WHAT THE EXERCISE ASKS: Starting at the line that contains "Image resolution: width=720", reproduce every line through the end of the entries below, with no pictures in the copy.

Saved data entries
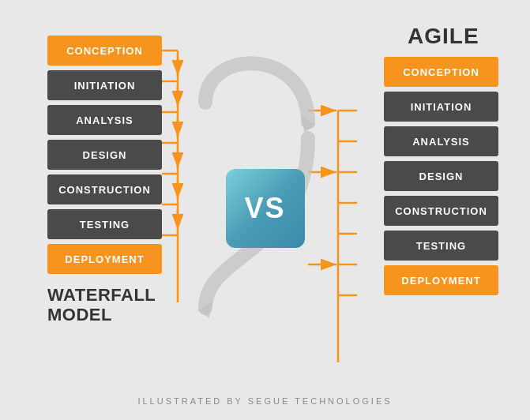 This screenshot has height=420, width=530. Describe the element at coordinates (104, 120) in the screenshot. I see `waterfall-step-row: ANALYSIS` at that location.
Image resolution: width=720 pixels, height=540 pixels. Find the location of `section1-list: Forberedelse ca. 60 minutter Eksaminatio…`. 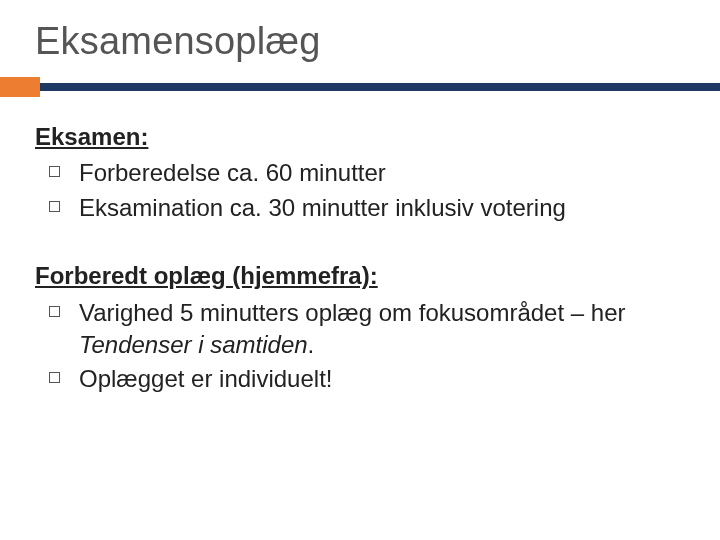

section1-list: Forberedelse ca. 60 minutter Eksaminatio… is located at coordinates (360, 190).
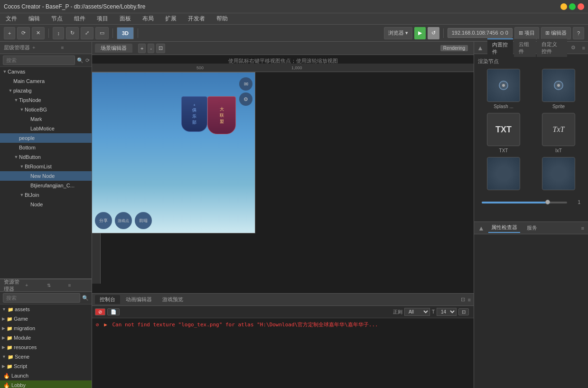 This screenshot has width=588, height=388. Describe the element at coordinates (46, 47) in the screenshot. I see `hierarchy-add-icon: +` at that location.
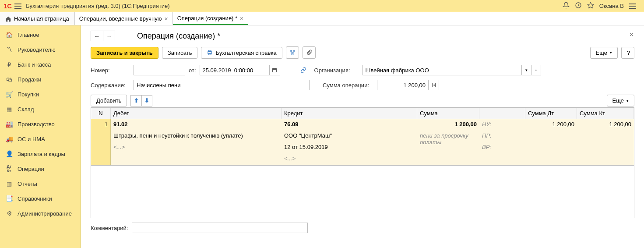 The image size is (644, 248). I want to click on kredit-account: 76.09, so click(349, 125).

EXPECTED OUTPUT:
Image resolution: width=720 pixels, height=540 pixels. Find the location of `section1-list: Forberedelse ca. 60 minutter Eksaminatio…`. 

section1-list: Forberedelse ca. 60 minutter Eksaminatio… is located at coordinates (360, 190).
 This screenshot has width=588, height=388. Describe the element at coordinates (46, 47) in the screenshot. I see `hierarchy-add-icon: +` at that location.
 The image size is (644, 248). I want to click on kredit-account: 76.09, so click(349, 125).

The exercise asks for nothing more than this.